Tuesday, January 17, 2012

Here's Hoping that Reporting a Practice Will Lead to its Demise

Recently, as a result of news accounts of expensive business trips underwritten by a corporation's not-for-profit foundation, I wrote suggesting that "gimmes" were a bad idea in whatever industry you mention. We all like to think that we're not influenced by "trinkets" ... and the research suggests that we're all wrong.

In today's New York Times, reporter Robert Pear writes that
To head off medical conflicts of interest, the Obama administration is poised to require drug companies to disclose the payments they make to doctors for research, consulting, speaking, travel and entertainment.
What you're hearing now is the sound of me, applauding.

Apparently, if a company has even one product that is covered by Medicare or Medicaid, it would have to disclose all payments made to doctors who are not its own employees. However, it's not clear to me how "payments" is defined.

After all, Pear reports that approximately one in four doctors receive cash gifts from device or drug makers, and that those payments can add up to the hundreds of thousands and even millions of dollars.

Moreover, an estimated two-thirds of doctors accept gifts of food, ranging from a bagel-and-schmear breakfast for the staff, at which at pharmaceutical representative makes a presentation, to an elegant dinner for the doctor. And what about all the pens and clipboards and notepads that we see when we go to the doctor's office, nearly always emblazoned with the logo of some unpronounceable drug?

If you think I'm concerned about something so small as a gimme pen, you're right. Pear writes,
The Times has found that doctors who take money from drug makers often practice medicine differently from those who do not and that they are more willing to prescribe drugs in risky and unapproved ways, such as prescribing powerful antipsychotic medicines for children.
Pear quotes a pharmacist and consumer advocate at the Pew Charitable Trusts:
Patients want to know they are getting treatment based on medical evidence, not a lunch or a financial relationship. They want to know if their doctor has a financial relationship with a pharmaceutical company, but they are often uncomfortable asking the doctor directly.
Speaking as a patient, "Yes we do (want to know) and Yes we are (uncomfortable asking)."

My hope is that the payment-disclosure requirement will lead to the complete demise of the gimmes practice. If it happened tomorrow, it wouldn't be too soon.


### ACTIVITY
In the copy, include all of the listing exactly and none of its pictures.
--*--
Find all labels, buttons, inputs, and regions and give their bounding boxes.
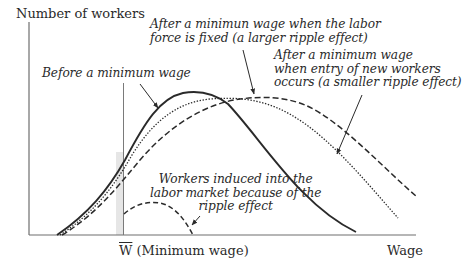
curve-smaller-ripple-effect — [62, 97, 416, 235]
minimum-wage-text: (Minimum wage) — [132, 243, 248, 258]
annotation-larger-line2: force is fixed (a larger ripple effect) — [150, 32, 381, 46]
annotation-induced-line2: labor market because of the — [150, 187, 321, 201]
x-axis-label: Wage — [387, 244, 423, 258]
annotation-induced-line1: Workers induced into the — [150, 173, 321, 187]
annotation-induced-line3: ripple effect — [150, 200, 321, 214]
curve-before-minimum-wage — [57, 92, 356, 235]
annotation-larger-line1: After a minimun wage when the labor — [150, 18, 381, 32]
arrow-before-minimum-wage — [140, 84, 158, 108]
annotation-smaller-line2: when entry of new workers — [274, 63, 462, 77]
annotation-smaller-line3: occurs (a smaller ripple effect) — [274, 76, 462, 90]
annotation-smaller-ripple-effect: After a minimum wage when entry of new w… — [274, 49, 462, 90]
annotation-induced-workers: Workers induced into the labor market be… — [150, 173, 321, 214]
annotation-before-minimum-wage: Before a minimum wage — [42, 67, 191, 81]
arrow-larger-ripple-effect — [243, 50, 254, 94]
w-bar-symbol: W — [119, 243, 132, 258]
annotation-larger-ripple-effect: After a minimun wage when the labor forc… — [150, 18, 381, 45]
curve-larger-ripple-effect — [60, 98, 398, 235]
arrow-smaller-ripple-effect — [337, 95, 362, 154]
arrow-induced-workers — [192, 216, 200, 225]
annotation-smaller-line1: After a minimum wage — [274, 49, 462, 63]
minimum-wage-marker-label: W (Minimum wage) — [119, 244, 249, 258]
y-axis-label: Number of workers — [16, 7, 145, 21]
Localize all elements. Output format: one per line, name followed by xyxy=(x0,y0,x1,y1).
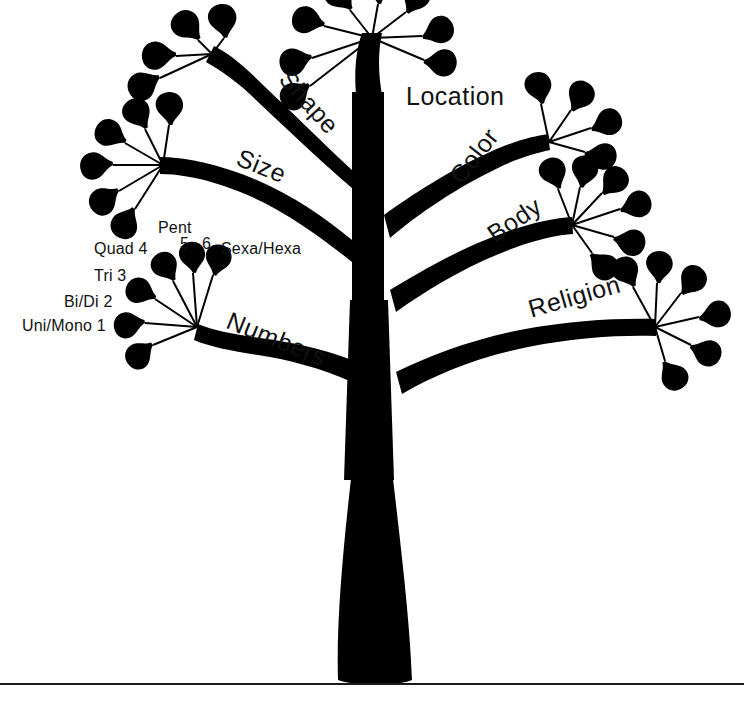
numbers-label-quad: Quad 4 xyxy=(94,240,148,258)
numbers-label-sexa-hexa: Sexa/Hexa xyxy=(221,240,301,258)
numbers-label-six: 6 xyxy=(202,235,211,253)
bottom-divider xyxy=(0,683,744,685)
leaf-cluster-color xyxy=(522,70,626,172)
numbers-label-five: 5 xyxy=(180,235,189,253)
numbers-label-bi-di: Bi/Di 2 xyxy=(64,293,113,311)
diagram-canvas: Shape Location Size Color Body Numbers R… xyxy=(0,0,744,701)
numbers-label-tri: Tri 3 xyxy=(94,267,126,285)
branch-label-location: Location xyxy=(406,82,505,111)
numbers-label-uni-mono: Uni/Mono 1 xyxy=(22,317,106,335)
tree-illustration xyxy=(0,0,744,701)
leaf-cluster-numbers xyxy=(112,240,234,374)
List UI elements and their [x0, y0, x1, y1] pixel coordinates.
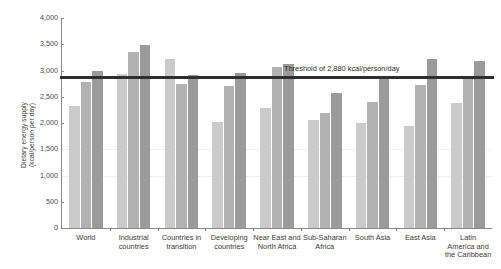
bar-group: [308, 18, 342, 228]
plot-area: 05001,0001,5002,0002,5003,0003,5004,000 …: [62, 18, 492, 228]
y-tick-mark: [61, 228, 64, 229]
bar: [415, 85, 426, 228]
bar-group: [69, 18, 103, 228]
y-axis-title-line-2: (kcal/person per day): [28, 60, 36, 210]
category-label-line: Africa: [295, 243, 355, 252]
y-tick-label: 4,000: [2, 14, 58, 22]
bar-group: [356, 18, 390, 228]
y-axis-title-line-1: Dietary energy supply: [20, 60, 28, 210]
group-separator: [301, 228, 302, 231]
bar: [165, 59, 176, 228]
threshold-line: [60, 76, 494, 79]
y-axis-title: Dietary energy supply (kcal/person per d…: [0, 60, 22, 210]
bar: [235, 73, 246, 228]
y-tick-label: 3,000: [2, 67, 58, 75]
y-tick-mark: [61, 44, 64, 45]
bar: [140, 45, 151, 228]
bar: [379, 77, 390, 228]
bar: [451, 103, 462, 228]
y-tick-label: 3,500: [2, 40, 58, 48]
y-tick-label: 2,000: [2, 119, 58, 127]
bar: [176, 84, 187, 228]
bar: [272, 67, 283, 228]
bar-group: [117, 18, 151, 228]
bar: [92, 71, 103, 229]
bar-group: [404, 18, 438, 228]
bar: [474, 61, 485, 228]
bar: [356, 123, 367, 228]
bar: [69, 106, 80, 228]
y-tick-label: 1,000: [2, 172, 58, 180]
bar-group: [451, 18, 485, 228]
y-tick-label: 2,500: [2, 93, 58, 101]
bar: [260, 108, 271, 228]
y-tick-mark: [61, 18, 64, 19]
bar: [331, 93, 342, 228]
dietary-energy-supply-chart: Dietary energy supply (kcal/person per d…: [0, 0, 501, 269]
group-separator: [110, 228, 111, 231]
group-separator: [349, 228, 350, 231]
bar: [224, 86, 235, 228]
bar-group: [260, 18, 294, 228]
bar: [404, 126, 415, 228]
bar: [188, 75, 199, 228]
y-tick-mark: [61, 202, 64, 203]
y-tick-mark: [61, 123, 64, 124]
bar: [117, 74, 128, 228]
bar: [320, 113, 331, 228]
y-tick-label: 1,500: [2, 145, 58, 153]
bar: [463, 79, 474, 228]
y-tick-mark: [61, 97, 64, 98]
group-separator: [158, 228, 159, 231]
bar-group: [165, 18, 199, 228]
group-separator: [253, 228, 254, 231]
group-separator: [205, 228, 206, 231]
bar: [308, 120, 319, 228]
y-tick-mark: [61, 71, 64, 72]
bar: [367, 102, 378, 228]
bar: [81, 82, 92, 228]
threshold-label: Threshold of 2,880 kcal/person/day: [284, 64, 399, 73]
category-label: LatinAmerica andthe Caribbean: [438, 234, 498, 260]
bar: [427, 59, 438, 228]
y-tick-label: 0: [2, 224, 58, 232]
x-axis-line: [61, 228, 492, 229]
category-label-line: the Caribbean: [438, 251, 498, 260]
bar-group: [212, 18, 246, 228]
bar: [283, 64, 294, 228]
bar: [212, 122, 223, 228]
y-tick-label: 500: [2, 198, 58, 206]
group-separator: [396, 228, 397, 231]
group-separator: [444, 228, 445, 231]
--*--
### OUTPUT FOR THIS TASK
Find all labels, buttons, inputs, and regions and give their bounding boxes.
curve-smaller-ripple-effect — [62, 97, 416, 235]
minimum-wage-text: (Minimum wage) — [132, 243, 248, 258]
annotation-larger-line2: force is fixed (a larger ripple effect) — [150, 32, 381, 46]
annotation-induced-line2: labor market because of the — [150, 187, 321, 201]
x-axis-label: Wage — [387, 244, 423, 258]
annotation-induced-line1: Workers induced into the — [150, 173, 321, 187]
annotation-induced-line3: ripple effect — [150, 200, 321, 214]
curve-before-minimum-wage — [57, 92, 356, 235]
annotation-larger-line1: After a minimun wage when the labor — [150, 18, 381, 32]
arrow-before-minimum-wage — [140, 84, 158, 108]
annotation-smaller-line2: when entry of new workers — [274, 63, 462, 77]
annotation-smaller-line3: occurs (a smaller ripple effect) — [274, 76, 462, 90]
annotation-smaller-ripple-effect: After a minimum wage when entry of new w… — [274, 49, 462, 90]
annotation-induced-workers: Workers induced into the labor market be… — [150, 173, 321, 214]
annotation-before-minimum-wage: Before a minimum wage — [42, 67, 191, 81]
arrow-larger-ripple-effect — [243, 50, 254, 94]
w-bar-symbol: W — [119, 243, 132, 258]
annotation-larger-ripple-effect: After a minimun wage when the labor forc… — [150, 18, 381, 45]
curve-larger-ripple-effect — [60, 98, 398, 235]
arrow-smaller-ripple-effect — [337, 95, 362, 154]
arrow-induced-workers — [192, 216, 200, 225]
annotation-smaller-line1: After a minimum wage — [274, 49, 462, 63]
minimum-wage-marker-label: W (Minimum wage) — [119, 244, 249, 258]
y-axis-label: Number of workers — [16, 7, 145, 21]
Localize all elements. Output format: one per line, name followed by xyxy=(x0,y0,x1,y1).
numbers-label-quad: Quad 4 xyxy=(94,240,148,258)
numbers-label-sexa-hexa: Sexa/Hexa xyxy=(221,240,301,258)
numbers-label-six: 6 xyxy=(202,235,211,253)
bottom-divider xyxy=(0,683,744,685)
leaf-cluster-color xyxy=(522,70,626,172)
numbers-label-five: 5 xyxy=(180,235,189,253)
numbers-label-bi-di: Bi/Di 2 xyxy=(64,293,113,311)
diagram-canvas: Shape Location Size Color Body Numbers R… xyxy=(0,0,744,701)
numbers-label-tri: Tri 3 xyxy=(94,267,126,285)
branch-label-location: Location xyxy=(406,82,505,111)
numbers-label-uni-mono: Uni/Mono 1 xyxy=(22,317,106,335)
tree-illustration xyxy=(0,0,744,701)
leaf-cluster-numbers xyxy=(112,240,234,374)
List UI elements and their [x0, y0, x1, y1] pixel coordinates.
bar-group: [308, 18, 342, 228]
plot-area: 05001,0001,5002,0002,5003,0003,5004,000 …: [62, 18, 492, 228]
y-tick-mark: [61, 228, 64, 229]
bar: [415, 85, 426, 228]
bar-group: [69, 18, 103, 228]
y-axis-title-line-2: (kcal/person per day): [28, 60, 36, 210]
category-label-line: Africa: [295, 243, 355, 252]
y-tick-label: 4,000: [2, 14, 58, 22]
bar-group: [356, 18, 390, 228]
y-axis-title-line-1: Dietary energy supply: [20, 60, 28, 210]
group-separator: [301, 228, 302, 231]
bar: [165, 59, 176, 228]
threshold-line: [60, 76, 494, 79]
y-axis-title: Dietary energy supply (kcal/person per d…: [0, 60, 22, 210]
bar: [235, 73, 246, 228]
y-tick-label: 3,000: [2, 67, 58, 75]
y-tick-mark: [61, 44, 64, 45]
bar: [140, 45, 151, 228]
bar: [379, 77, 390, 228]
bar: [451, 103, 462, 228]
y-tick-label: 3,500: [2, 40, 58, 48]
y-tick-label: 2,000: [2, 119, 58, 127]
bar: [176, 84, 187, 228]
bar: [272, 67, 283, 228]
bar-group: [117, 18, 151, 228]
bar: [92, 71, 103, 229]
bar-group: [404, 18, 438, 228]
bar: [474, 61, 485, 228]
bar: [356, 123, 367, 228]
bar: [69, 106, 80, 228]
y-tick-label: 1,000: [2, 172, 58, 180]
bar-group: [451, 18, 485, 228]
y-tick-label: 2,500: [2, 93, 58, 101]
bar: [260, 108, 271, 228]
y-tick-mark: [61, 18, 64, 19]
bar: [331, 93, 342, 228]
dietary-energy-supply-chart: Dietary energy supply (kcal/person per d…: [0, 0, 501, 269]
group-separator: [110, 228, 111, 231]
group-separator: [349, 228, 350, 231]
bar: [224, 86, 235, 228]
bar-group: [260, 18, 294, 228]
bar: [404, 126, 415, 228]
bar: [188, 75, 199, 228]
y-tick-mark: [61, 202, 64, 203]
y-tick-mark: [61, 123, 64, 124]
bar: [117, 74, 128, 228]
bar: [320, 113, 331, 228]
y-tick-label: 1,500: [2, 145, 58, 153]
bar: [463, 79, 474, 228]
y-tick-mark: [61, 97, 64, 98]
group-separator: [158, 228, 159, 231]
bar-group: [165, 18, 199, 228]
group-separator: [253, 228, 254, 231]
group-separator: [205, 228, 206, 231]
bar: [308, 120, 319, 228]
y-tick-mark: [61, 71, 64, 72]
bar: [367, 102, 378, 228]
bar: [81, 82, 92, 228]
threshold-label: Threshold of 2,880 kcal/person/day: [284, 64, 399, 73]
category-label: LatinAmerica andthe Caribbean: [438, 234, 498, 260]
bar: [427, 59, 438, 228]
y-tick-label: 0: [2, 224, 58, 232]
x-axis-line: [61, 228, 492, 229]
category-label-line: the Caribbean: [438, 251, 498, 260]
bar-group: [212, 18, 246, 228]
bar: [283, 64, 294, 228]
bar: [212, 122, 223, 228]
y-tick-label: 500: [2, 198, 58, 206]
group-separator: [396, 228, 397, 231]
group-separator: [444, 228, 445, 231]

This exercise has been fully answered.